Area9 Lyceum Blog

Eradicate Unconscious Incompetence to Make Cross-Cultural Training Effective

Written by Area9 | Jun 11, 2018 1:00:00 PM

Wherever you are in the world, you’ll always be able to find a McDonald’s restaurant. The McDonald’s secret to global popularity can’t be found in any secret sauce: its success is a result of the corporation’s cultural astuteness. Whether serving a market that is predominantly vegetarian, or one that avoids beef, or pork, or enjoys fish, McDonald’s adjusts its menu to the local cultural flavor — to great success. While we aren’t responsible for McDonald’s corporate learning we have to assume that someone at McDonald’s at some time received cross-cultural training.

Recently, training related to the cultural differences between nations (i.e., cross-cultural training) to assist in the operations of multinational business has been in high demand, especially as the desire to prevent cultural misunderstanding (and more) grows. And while the McDonald’s menu example is oversimplified, it highlights the value of effective cross-cultural training.

What Does Cross-Cultural Training Need to Be Effective?

Unfortunately, as Andy Molinsky of Brandeis International Business School writes, many current forms of cross-cultural training don’t go far enough to be effective.. Instead, current methods only illuminate the differences in cultures but don’t help employees to “adjust and adapt their behavior across cultures.”

Block quote: For cross-cultural training to be truly effective it must change employee behavior by uncovering and eradicating unconscious incompetence.

One of the greatest problems in a multinational business world is cultural unconscious incompetence. Unconscious incompetence, or not knowing that you don’t know, is dangerous for any business.

Block quote: Knowledge gaps and misconceptions — Area9 data estimates that every employee is 15–40% unconsciously incompetent in core competencies — lead to mistakes, loss of sales, costly lawsuits, or dangerous accidents.

When those knowledge gaps occur on a multinational scale, they lead to mistakes on a global level.

For cross-cultural training to be truly effective learners must first become aware of common cultural differences; learners should then be trained on the significance of these differences and how to successfully work within them.

Adaptive Learning for Cross-Cultural Training

Adaptive Learning is a personalized learning system that adjusts to the needs of individual learners. This personalized aspect ensures that no employee learns the same cultural curriculum. Instead, the Adaptive Learning software only teaches learners what they need to know, so learners don’t waste time on learning content they’ve already mastered.

One of the features of Adaptive Learning software is that it uncovers and eradicates unconscious incompetence. Adaptive cross-cultural training uncovers each learner’s individual cultural-knowledge gaps and misconceptions, whether they be differences in communication styles, values, traditions, or beliefs.

The software then goes a step further than most cross-cultural training: when cultural unconscious incompetence is detected, it gives learners a learning time-out to provide learning resources. Instead of blasting the same resources to everyone simultaneously, Adaptive Learning shows individuals the specific resources each needs to eradicate unconscious incompetence.

Uncovering cultural unconscious incompetence, and eradicating it, helps employees change their behavior and productively work with the cultural differences inherent in multinational business.

Find Out How Other Companies Are Already Using Adaptive Learning To Change Employee Behavior

And learn if your company would benefit too. Download this comparative case study to understand the other ways that Adaptive Learning changes employee behavior through effective training.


Only these lines of the data below are wanted: the one with "Find the location of a particular element. The", the one with "What do you see at coordinates (434, 49)", and any lines between them, each repeated exactly.
┄┄┄┄┄┄
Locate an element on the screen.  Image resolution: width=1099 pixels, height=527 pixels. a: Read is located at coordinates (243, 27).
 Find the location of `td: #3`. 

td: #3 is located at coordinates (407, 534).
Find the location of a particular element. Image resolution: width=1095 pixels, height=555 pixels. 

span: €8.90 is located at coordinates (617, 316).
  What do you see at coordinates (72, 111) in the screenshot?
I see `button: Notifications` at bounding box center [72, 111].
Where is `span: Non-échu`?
┄┄┄┄┄┄
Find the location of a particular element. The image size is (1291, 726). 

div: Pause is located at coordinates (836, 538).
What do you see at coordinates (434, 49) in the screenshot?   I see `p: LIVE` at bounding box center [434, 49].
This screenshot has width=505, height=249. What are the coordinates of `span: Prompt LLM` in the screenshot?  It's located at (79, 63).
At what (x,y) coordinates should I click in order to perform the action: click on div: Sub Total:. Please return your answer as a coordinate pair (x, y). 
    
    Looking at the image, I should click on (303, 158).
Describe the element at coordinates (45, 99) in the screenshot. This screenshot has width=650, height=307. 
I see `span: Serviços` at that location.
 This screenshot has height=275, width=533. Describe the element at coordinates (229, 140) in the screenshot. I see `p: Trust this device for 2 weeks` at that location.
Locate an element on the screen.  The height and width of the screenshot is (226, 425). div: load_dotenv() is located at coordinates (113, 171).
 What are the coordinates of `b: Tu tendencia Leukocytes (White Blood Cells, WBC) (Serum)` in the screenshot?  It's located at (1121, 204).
┄┄┄┄┄┄
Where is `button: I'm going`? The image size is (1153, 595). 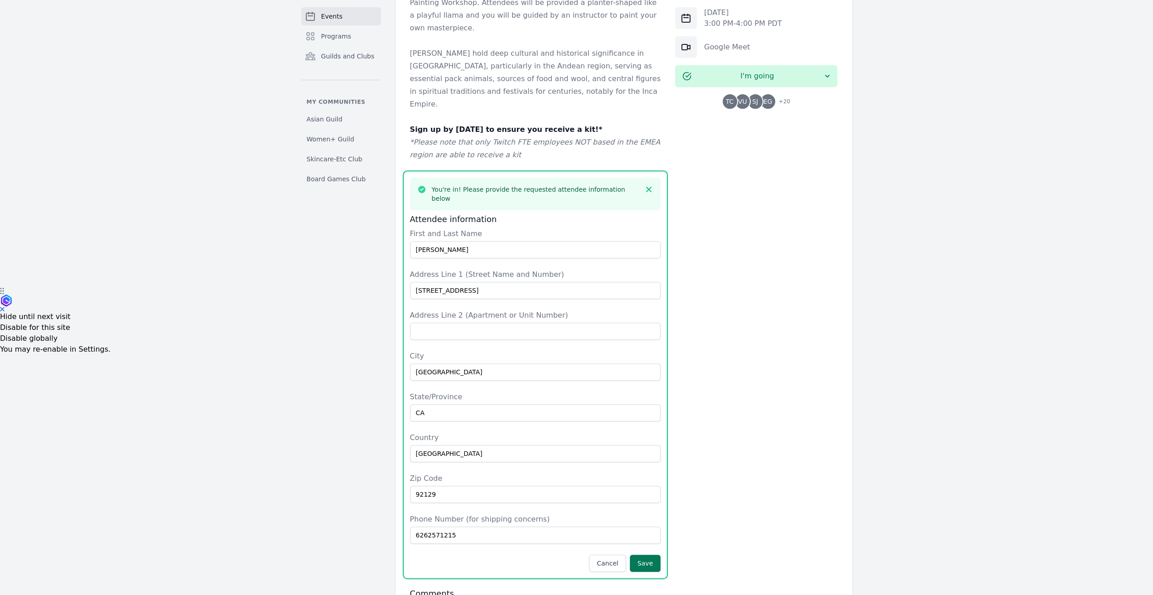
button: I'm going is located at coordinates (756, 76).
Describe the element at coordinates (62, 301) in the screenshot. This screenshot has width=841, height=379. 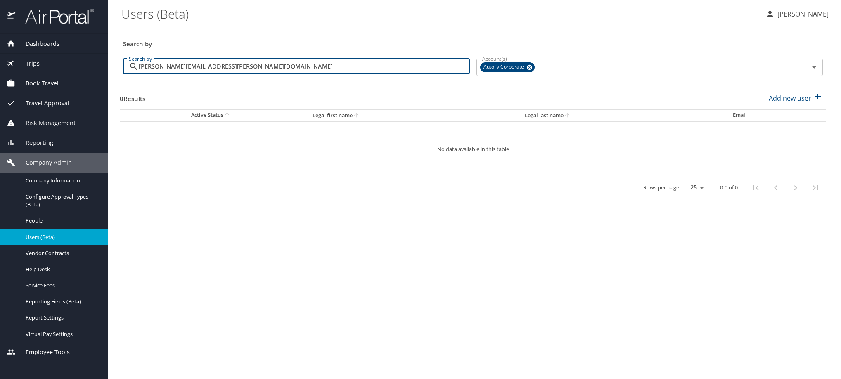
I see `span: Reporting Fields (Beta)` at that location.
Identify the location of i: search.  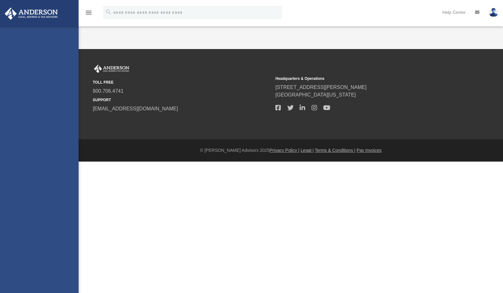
┄┄┄┄┄┄
▸ **Response to the exercise**
Find the location of a particular element. The image size is (1291, 726). 

div: Pause is located at coordinates (836, 538).
What do you see at coordinates (434, 49) in the screenshot?   I see `p: LIVE` at bounding box center [434, 49].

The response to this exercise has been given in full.